According to its mid-2024 report, the world economy is now projected to grow by 2.7 per cent this year – up from the 2.4 per cent forecast in its January report – and by 2.8 per cent in 2025. A 2.7 per cent growth rate would equal growth in 2023, but still be lower than the three per cent growth rate before the COVID-19 pandemic began in 2020.

“Our prognosis is one of guarded optimism, but with important caveats,” director of the UN’s Economic Analysis and Policy Division Shantanu Mukherjee told a news conference launching the report.

The report pointed to interest rates that are higher for longer periods, debt repayment challenges, continuing geopolitical tensions and climate risks especially for the world’s poorest countries and small island nations.

Mukherjee said inflation, which is down from its 2023 peak, is both “a symptom of the underlying fragility” of the global economy where it still lurks, “but also a cause for concern in its own right”.

“We’ve seen that in some countries inflation continues to be high,” he said. “Globally, energy and food prices are inching upward in recent months, but I think a bit more insidious even is the persistence of inflation above the two per cent central bank target in many developed countries.”

An employee works at an electric motorcycle factory in Qingzhou, in eastern China’s Shandong province. PHOTO: AFP

The UN forecast for 2024 is lower than those of both the International Monetary Fund and the Organization for Economic Cooperation and Development (OECD).

In mid-April, the IMF forecast that the world economy would continue growing at 3.2 per cent during 2024 and 2025, the same pace as in 2023. And the OECD in early May forecast 3.1 per cent growth in 2024 and 3.2 per cent in 2025.,

The latest UN estimates foresee 2.3 per cent growth in the US in 2024, up from 1.4 per cent forecast at the start of the year, and a small increase for China from 4.7 per cent in January to 4.8 per cent for the year.

Despite climate risks, the report by the UN Department of Economic and Social Affairs forecasts improved economic growth from 2.4 per cent in 2023 to 3.3 per cent in 2024 for the small developing island nations primary due to a rebound in tourism. On a negative note, the report projects that economic growth in Africa will be 3.3 per cent, down from 3.5 per cent forecast at the beginning of 2024. It cited weak prospects in the continent’s largest economies – Egypt, Nigeria and South Africa – along with seven African countries “in debt distress” and 13 others at “high risk of debt distress”.

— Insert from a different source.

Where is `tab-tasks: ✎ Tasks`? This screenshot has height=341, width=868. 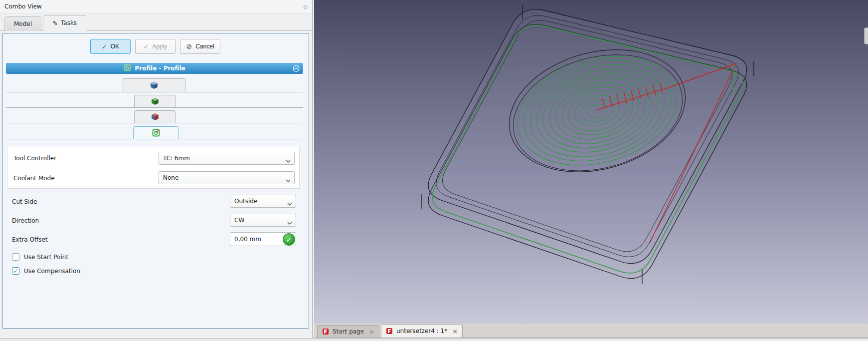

Mukherjee said the lower forecast for Africa “is particularly worrying because Africa is home to about 430 million (people) living in extreme poverty and close to 40 per cent share of the global undernourished population” and “two-thirds of the high inflation countries listed in our update are also in Africa.”

For developing countries, he said, the situation isn’t “as dire” but an important concern is the continuing fall and sharp decline in investment growth.